People who are knowledgeable about the world's various national healthcare plans are aware that private insurance plays a significant role in any number of them. Even in Canada, the land from which Frum emigrated, people use supplemental insurance policies - often provided by their employers - to supplement Medicare. And yet....
The Dems are willing to accept that the plan won’t be offered in all states. They are willing to allow private insurance to coexist alongside the government-plan for many years to come. They are willing for the government-plan to retain many features of private insurance – premiums will be based on the allowed risk factors, not on “ability to pay.” They know that all those concessions will gradually erode. The key thing: establish the government-run plan now. Drive private insurers out of the market gradually. Shift only slowly from insurance-like finance to tax finance.What is it that Frum sees as so special - so especially bad - about the U.S. health insurance system that if the government gets so much as a toe in the door everybody in the nation will recognize the superiority of a national plan and press their legislators to expand the program to allow them to enroll?
Next, he breaks out the crack pipe, arguing that Obama could have easily passed a modest healthcare bill:
“I continue to support the public option personally and will work for it to be established later. For now, my priorities are (1) insurance reform, to outlaw the practices that most offend Americans, and (2) to create exchanges like those created by Gov. Romney in Massachusetts so that individuals and small businesses can buy insurance at the same favorable prices paid by large employers. We’re going to have an individual mandate to buy insurance – and subsidies to help those who can’t. We’re going to shift regulation of health insurance from the states to the federal government, so that we can write a single, predictable set of rules, rather than 50 different rules that allow lobbyists in places like New Jersey to push insurance prices up and up and up.”Okay, let's set aside for the moment the fact that numerous high-ranking Republicans have announced that they want to defeat health reform to hurt President Obama. Let's look instead at what the Republicans call a health reform bill. Let's look first for the biggest of the insurance company "practices that most offend Americans" - denying coverage to people with preexisting conditions, and revoking people's policies when they get sick. Their "plan" creates "high risk pools" but doesn't require that insurance companies insure the sick. For revocation, they offer a nebulous, undefined third party review process.1 Will the review process be an insurance industry rubber stamp? My cynical side says that if it were intended to be anything but, Boehner would have included some specifics.

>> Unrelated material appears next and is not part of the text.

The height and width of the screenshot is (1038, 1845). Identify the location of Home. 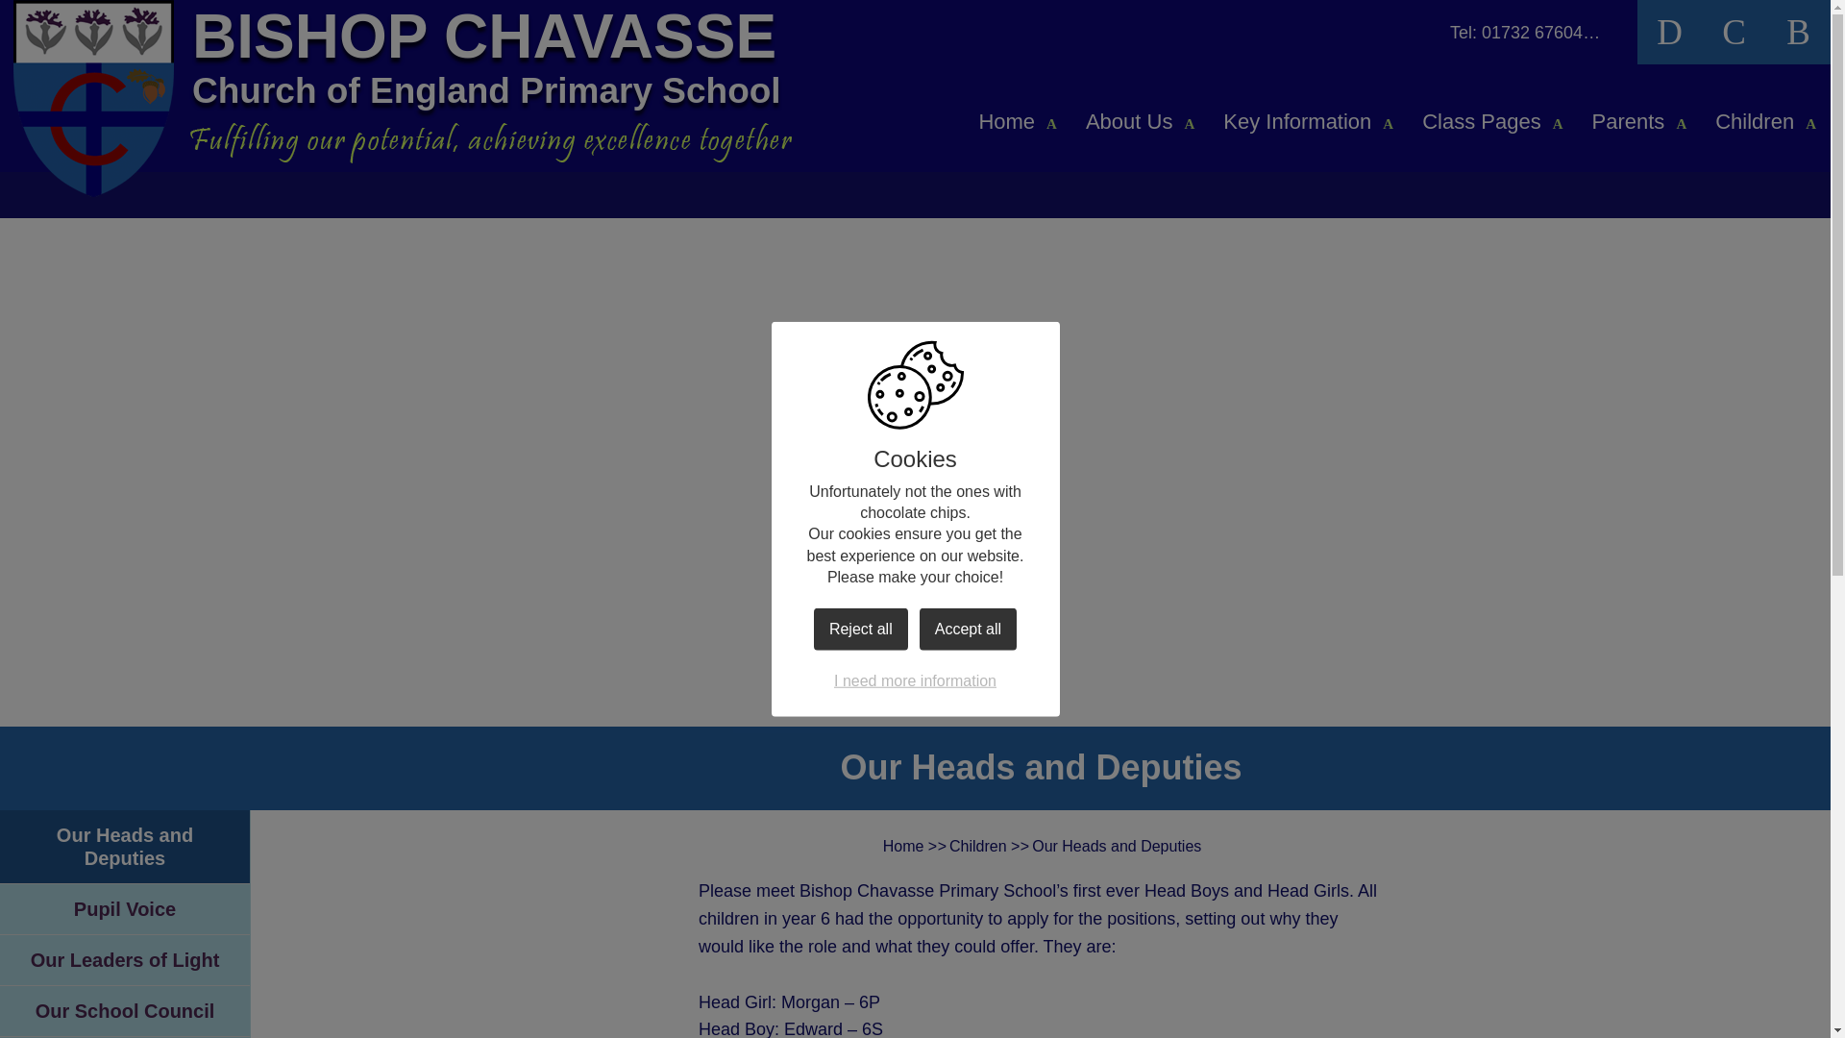
(1017, 133).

Republicans could never have said no to that. He would have pushed his program through in a week.
The Republicans claim, "The GOP plan prohibits an insurer from canceling a policy unless a person commits fraud or conceals material facts about a health condition." Which is great, except that those are the exact grounds insurance companies assert even when they wrongfully terminate people's health insurance coverage. The Republicans think that the termination letters insurers send out say, "We've decided you cost too much, so we're walking away from our legally binding contract of insurance"?
The Republicans also include their standard "race to the bottom" proposal for "buying insurance across state lines". That's the opposite of Frum's notion of a national set of regulations. As I've previously noted,
There is, of course, no reason that insurance companies cannot enter additional states, offering plans in those states, right now. The impediment is that to set up health coverage you need to create a network of participating doctors, clinics and hospitals who accept your plan.The Republican proposal isn't about an out-of-state insurer writing new plans in your state - it's about insurers from your state relocating to the states with the least regulation so that they can strip away benefits required by your state's laws and work out of states with minimal regulatory oversight. What does the CBO have to say about the GOP proposal?

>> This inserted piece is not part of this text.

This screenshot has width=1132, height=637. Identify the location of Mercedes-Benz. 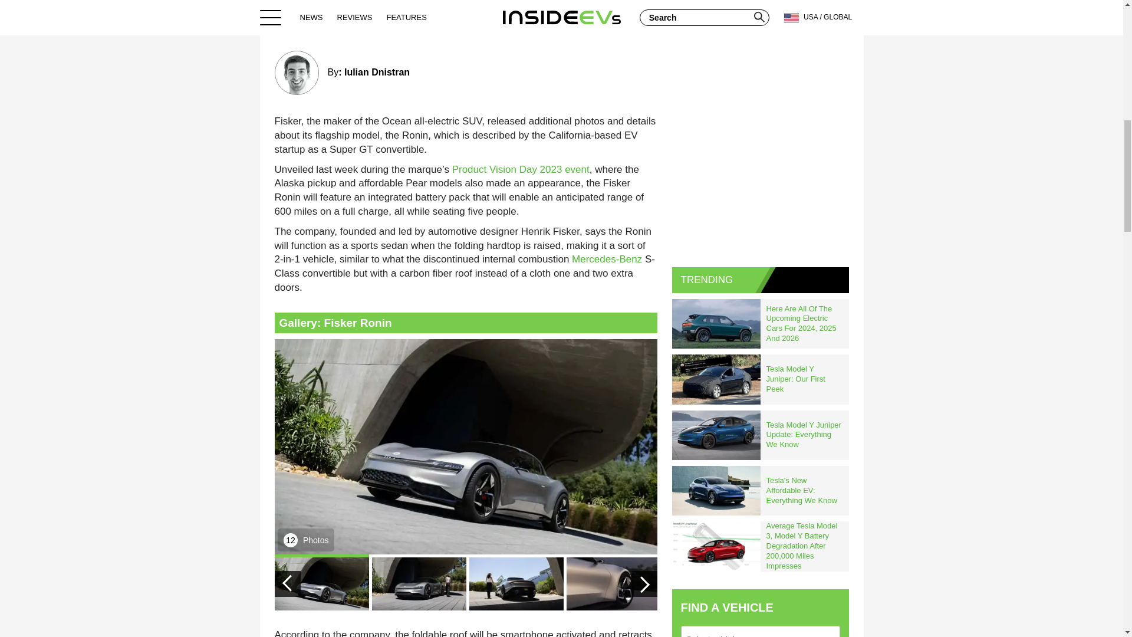
(606, 259).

By 2019, CBO and JCT estimate, the number of nonelderly people without health insurance would be reduced by about 3 million relative to current law, leaving about 52 million nonelderly residents uninsured. The share of legal nonelderly residents with insurance coverage in 2019 would be about 83 percent, roughly in line with the current share.Further, "in the large group market, which represents nearly 80 percent of total private premiums, the amendment would lower average insurance premiums in 2016 by zero to 3 percent compared with amounts under current law, according to CBO's estimates." Wow. Almost nobody gets insured, and the cost savings are at best near zero. Did Frum fail to notice that Boehner's bill has no mandate? That it bears no resemblance to Frum's dream bill?
I mean, seriously, if the Republicans could back a sensible set of reforms and pass them within a week, why haven't they written up the Frum Bill (or something similar) instead of Boehner's bill, seemingly designed to reform next to nothing? Further, contrary to Frum's suggestion, Obama has effectively said that he'll sign any healthcare reform bill that gets through Congress, even if it doesn't include a public option. The Republicans can still write up that Frum bill that could supposedly pass in a week - why are they instead declaring a "holy war" against healthcare reform?
Frum appears to live in an alternate universe where he's still a prominent member of the Republican Party. Instead he's shouting from a soapbox, "The Republicans truly are reasonable - and if given a chance they'll agree with me" even as he's been marginalized and excluded. Yet he still hasn't quite embraced honest debate, such that he might gain credibility with anybody else.